Previous work analyzing social networks has mainly focused on binary friendship relations. However, in online social networks the low cost of link formation can lead to networks with heterogeneous relationship strengths (e.g., acquaintances and best friends mixed together). In this case, the binary friendship indicator provides only a coarse representation of relationship information. In this work, we develop an unsupervised model to estimate relationship strength from interaction activity (e.g., communication, tagging) and user similarity. More specifically, we formulate a link-based latent variable model, along with a coordinate ascent optimization procedure for the inference. We evaluate our approach on real-world data from Facebook, showing that the estimated link weights result in higher autocorrelation and lead to improved classification accuracy.
In the past few years, as the number of dialogue systems has increased, there has been an increasing interest in the use of natural language generation in spoken dialogue. Our research assumes that trainable natural language generation is needed to support more flexible and customized dialogues with human users. This paper focuses on methods for automatically training the sentence planning module of a spoken language generator. Sentence planning is a set of inter-related but distinct tasks, one of which is sentence scoping, i.e., the choice of syntactic structure for elementary speech acts and the decision of how to combine them into one or more sentences. The paper first presents SPOT, a trainable sentence planner, and a new methodology for automatically training SPOT on the basis of feedback provided by human judges. Our methodology is unique in neither depending on hand-crafted rules nor on the existence of a domain-specific corpus. SPOT first randomly generates a candidate set of sentence plans and then selects one. We show that SPOT learns to select a sentence plan whose rating on average is only 5% worse than the top human-ranked sentence plan. We then experimentally evaluate SPOT by asking human judges to compare SPOT's output with a hand-crafted template-based generation component, two rule-based sentence planners, and two baseline sentence planners. We show that SPoT performs better than the rule-based systems and the baselines, and as well as the hand-crafted system.
This paper reports a controlled study on a large number of filter feature selection methods for text classification. Over 100 variants of five major feature selection criteria were examined using four well-known classification algorithms: a Naive Bayesian (NB) approach, a Rocchio-style classifier, a k-nearest neighbor (kNN) method and a Support Vector Machine (SVM) system. Two benchmark collections were chosen as the testbeds: Reuters-21578 and small portion of Reuters Corpus Version 1 (RCV1), making the new results comparable to published results. We found that feature selection methods based on χ 2 statistics consistently outperformed those based on other criteria (including information gain) for all four classifiers and both data collections, and that a further increase in performance was obtained by combining uncorrelated and high-performing feature selection methods.The results we obtained using only 3% of the available features are among the best reported, including results obtained with the full feature set.
Techniques for automatically training modules of a natural language generator have recently been proposed, but a fundamental concern is whether the quality of utterances produced with trainable components can compete with hand-crafted template-based or rulebased approaches. In this paper We experimentally evaluate a trainable sentence planner for a spoken dialogue system by eliciting subjective human judgments. In order to perform an exhaustive comparison, we also evaluate a hand-crafted template-based generation component, two rule-based sentence planners, and two baseline sentence planners. We show that the trainable sentence planner performs better than the rule-based systems and the baselines, and as well as the handcrafted system.
scite is a Brooklyn-based organization that helps researchers better discover and understand research articles through Smart Citations–citations that display the context of the citation and describe whether the article provides supporting or contrasting evidence. scite is used by students and researchers from around the world and is funded in part by the National Science Foundation and the National Institute on Drug Abuse of the National Institutes of Health.
hi@scite.ai
10624 S. Eastern Ave., Ste. A-614
Henderson, NV 89052, USA
Copyright © 2024 scite LLC. All rights reserved.
Made with 💙 for researchers
Part of the Research Solutions Family.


WORK TO COMPLETE – Your answer must be a word-for-word copy of the data.

━━ EXCERPTED RECORDS

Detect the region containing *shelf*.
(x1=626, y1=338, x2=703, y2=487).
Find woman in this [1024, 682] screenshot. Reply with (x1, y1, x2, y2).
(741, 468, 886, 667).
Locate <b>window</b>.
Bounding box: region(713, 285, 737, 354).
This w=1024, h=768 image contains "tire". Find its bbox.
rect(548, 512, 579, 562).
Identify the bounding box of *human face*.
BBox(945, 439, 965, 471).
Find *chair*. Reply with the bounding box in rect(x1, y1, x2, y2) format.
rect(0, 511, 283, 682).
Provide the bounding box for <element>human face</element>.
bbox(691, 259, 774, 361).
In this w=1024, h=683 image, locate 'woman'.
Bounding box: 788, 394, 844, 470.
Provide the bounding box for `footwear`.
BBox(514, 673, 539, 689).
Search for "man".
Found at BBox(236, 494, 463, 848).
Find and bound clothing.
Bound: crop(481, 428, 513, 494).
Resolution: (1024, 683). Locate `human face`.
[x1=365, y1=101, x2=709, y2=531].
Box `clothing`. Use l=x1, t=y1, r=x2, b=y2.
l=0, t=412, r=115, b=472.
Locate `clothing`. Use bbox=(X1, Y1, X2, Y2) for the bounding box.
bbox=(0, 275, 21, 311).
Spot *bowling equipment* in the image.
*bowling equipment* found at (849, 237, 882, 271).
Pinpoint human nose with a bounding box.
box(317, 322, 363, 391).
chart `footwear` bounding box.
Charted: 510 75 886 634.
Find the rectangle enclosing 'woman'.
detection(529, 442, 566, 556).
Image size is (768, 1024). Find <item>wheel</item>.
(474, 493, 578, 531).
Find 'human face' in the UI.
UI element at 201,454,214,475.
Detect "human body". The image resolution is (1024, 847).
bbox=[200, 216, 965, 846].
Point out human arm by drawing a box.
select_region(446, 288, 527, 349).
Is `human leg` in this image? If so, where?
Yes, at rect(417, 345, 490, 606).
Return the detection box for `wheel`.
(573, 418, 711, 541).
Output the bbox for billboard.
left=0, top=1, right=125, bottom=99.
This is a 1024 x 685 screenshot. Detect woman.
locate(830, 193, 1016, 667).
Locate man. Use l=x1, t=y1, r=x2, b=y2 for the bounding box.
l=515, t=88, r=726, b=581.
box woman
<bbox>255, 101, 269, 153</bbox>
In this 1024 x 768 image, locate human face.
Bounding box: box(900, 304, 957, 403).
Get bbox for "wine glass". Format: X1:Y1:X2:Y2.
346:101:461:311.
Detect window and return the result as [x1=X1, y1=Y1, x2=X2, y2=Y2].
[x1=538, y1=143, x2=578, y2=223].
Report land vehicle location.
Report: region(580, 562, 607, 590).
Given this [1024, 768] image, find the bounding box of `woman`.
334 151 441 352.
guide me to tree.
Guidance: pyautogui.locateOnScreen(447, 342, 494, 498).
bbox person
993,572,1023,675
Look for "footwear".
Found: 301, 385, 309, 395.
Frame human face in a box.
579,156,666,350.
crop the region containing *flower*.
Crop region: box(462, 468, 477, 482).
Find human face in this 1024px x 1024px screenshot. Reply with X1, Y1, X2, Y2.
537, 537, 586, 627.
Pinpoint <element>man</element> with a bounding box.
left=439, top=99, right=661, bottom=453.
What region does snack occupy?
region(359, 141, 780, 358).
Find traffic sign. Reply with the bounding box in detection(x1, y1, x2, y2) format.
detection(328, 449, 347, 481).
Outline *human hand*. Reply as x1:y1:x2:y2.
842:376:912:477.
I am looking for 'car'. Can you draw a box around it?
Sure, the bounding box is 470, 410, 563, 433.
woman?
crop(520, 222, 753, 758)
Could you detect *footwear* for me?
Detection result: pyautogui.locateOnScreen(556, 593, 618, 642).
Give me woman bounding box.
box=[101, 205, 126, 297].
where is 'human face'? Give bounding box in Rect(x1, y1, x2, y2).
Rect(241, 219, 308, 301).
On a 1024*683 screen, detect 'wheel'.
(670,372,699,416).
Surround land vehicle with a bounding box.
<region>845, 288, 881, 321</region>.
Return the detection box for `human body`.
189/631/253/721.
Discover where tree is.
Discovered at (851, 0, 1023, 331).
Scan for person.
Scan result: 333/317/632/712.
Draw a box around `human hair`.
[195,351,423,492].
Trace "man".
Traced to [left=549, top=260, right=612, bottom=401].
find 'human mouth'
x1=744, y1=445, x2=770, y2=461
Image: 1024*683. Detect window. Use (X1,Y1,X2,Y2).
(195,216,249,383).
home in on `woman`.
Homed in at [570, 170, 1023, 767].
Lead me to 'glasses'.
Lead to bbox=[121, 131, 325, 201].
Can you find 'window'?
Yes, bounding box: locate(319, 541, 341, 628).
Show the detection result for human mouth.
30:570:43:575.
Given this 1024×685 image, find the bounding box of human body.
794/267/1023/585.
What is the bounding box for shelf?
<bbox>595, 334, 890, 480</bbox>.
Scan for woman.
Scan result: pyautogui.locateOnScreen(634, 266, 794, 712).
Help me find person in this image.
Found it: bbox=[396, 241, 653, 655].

━━━━

WRITTEN SOLUTION –
Detect the region containing *shelf*.
(x1=626, y1=338, x2=703, y2=487).
Find woman in this [1024, 682] screenshot. Reply with (x1, y1, x2, y2).
(741, 468, 886, 667).
Locate <b>window</b>.
Bounding box: region(713, 285, 737, 354).
This w=1024, h=768 image contains "tire". Find its bbox.
rect(548, 512, 579, 562).
Identify the bounding box of *human face*.
BBox(945, 439, 965, 471).
Find *chair*. Reply with the bounding box in rect(x1, y1, x2, y2) format.
rect(0, 511, 283, 682).
Provide the bounding box for <element>human face</element>.
bbox(691, 259, 774, 361).
In this w=1024, h=683 image, locate 'woman'.
Bounding box: 788, 394, 844, 470.
Provide the bounding box for `footwear`.
BBox(514, 673, 539, 689).
Search for "man".
Found at BBox(236, 494, 463, 848).
Find and bound clothing.
Bound: crop(481, 428, 513, 494).
Resolution: (1024, 683). Locate `human face`.
[x1=365, y1=101, x2=709, y2=531].
Box `clothing`. Use l=x1, t=y1, r=x2, b=y2.
l=0, t=412, r=115, b=472.
Locate `clothing`. Use bbox=(X1, Y1, X2, Y2) for the bounding box.
bbox=(0, 275, 21, 311).
Spot *bowling equipment* in the image.
*bowling equipment* found at (849, 237, 882, 271).
Pinpoint human nose with a bounding box.
box(317, 322, 363, 391).
chart `footwear` bounding box.
Charted: 510 75 886 634.
Find the rectangle enclosing 'woman'.
detection(529, 442, 566, 556).
Image size is (768, 1024). Find <item>wheel</item>.
(474, 493, 578, 531).
Find 'human face' in the UI.
UI element at 201,454,214,475.
Detect "human body". The image resolution is (1024, 847).
bbox=[200, 216, 965, 846].
Point out human arm by drawing a box.
select_region(446, 288, 527, 349).
Is `human leg` in this image? If so, where?
Yes, at rect(417, 345, 490, 606).
Return the detection box for `wheel`.
(573, 418, 711, 541).
Output the bbox for billboard.
left=0, top=1, right=125, bottom=99.
This is a 1024 x 685 screenshot. Detect woman.
locate(830, 193, 1016, 667).
Locate man. Use l=x1, t=y1, r=x2, b=y2 for the bounding box.
l=515, t=88, r=726, b=581.
box woman
<bbox>255, 101, 269, 153</bbox>
In this 1024 x 768 image, locate human face.
Bounding box: box(900, 304, 957, 403).
Get bbox for "wine glass". Format: X1:Y1:X2:Y2.
346:101:461:311.
Detect window and return the result as [x1=X1, y1=Y1, x2=X2, y2=Y2].
[x1=538, y1=143, x2=578, y2=223].
Report land vehicle location.
Report: region(580, 562, 607, 590).
Given this [1024, 768] image, find the bounding box of `woman`.
334 151 441 352.
guide me to tree.
Guidance: pyautogui.locateOnScreen(447, 342, 494, 498).
bbox person
993,572,1023,675
Look for "footwear".
Found: 301, 385, 309, 395.
Frame human face in a box.
579,156,666,350.
crop the region containing *flower*.
Crop region: box(462, 468, 477, 482).
Find human face in this 1024px x 1024px screenshot. Reply with X1, Y1, X2, Y2.
537, 537, 586, 627.
Pinpoint <element>man</element> with a bounding box.
left=439, top=99, right=661, bottom=453.
What region does snack occupy?
region(359, 141, 780, 358).
Find traffic sign. Reply with the bounding box in detection(x1, y1, x2, y2) format.
detection(328, 449, 347, 481).
Outline *human hand*. Reply as x1:y1:x2:y2.
842:376:912:477.
I am looking for 'car'. Can you draw a box around it?
Sure, the bounding box is 470, 410, 563, 433.
woman?
crop(520, 222, 753, 758)
Could you detect *footwear* for me?
Detection result: pyautogui.locateOnScreen(556, 593, 618, 642).
Give me woman bounding box.
box=[101, 205, 126, 297].
where is 'human face'? Give bounding box in Rect(x1, y1, x2, y2).
Rect(241, 219, 308, 301).
On a 1024*683 screen, detect 'wheel'.
(670,372,699,416).
Surround land vehicle with a bounding box.
<region>845, 288, 881, 321</region>.
Return the detection box for `human body`.
189/631/253/721.
Discover where tree is.
Discovered at (851, 0, 1023, 331).
Scan for person.
Scan result: 333/317/632/712.
Draw a box around `human hair`.
[195,351,423,492].
Trace "man".
Traced to [left=549, top=260, right=612, bottom=401].
find 'human mouth'
x1=744, y1=445, x2=770, y2=461
Image: 1024*683. Detect window. Use (X1,Y1,X2,Y2).
(195,216,249,383).
home in on `woman`.
Homed in at [570, 170, 1023, 767].
Lead me to 'glasses'.
Lead to bbox=[121, 131, 325, 201].
Can you find 'window'?
Yes, bounding box: locate(319, 541, 341, 628).
Show the detection result for human mouth.
30:570:43:575.
Given this 1024×685 image, find the bounding box of human body.
794/267/1023/585.
What is the bounding box for shelf?
<bbox>595, 334, 890, 480</bbox>.
Scan for woman.
Scan result: pyautogui.locateOnScreen(634, 266, 794, 712).
Help me find person in this image.
Found it: bbox=[396, 241, 653, 655].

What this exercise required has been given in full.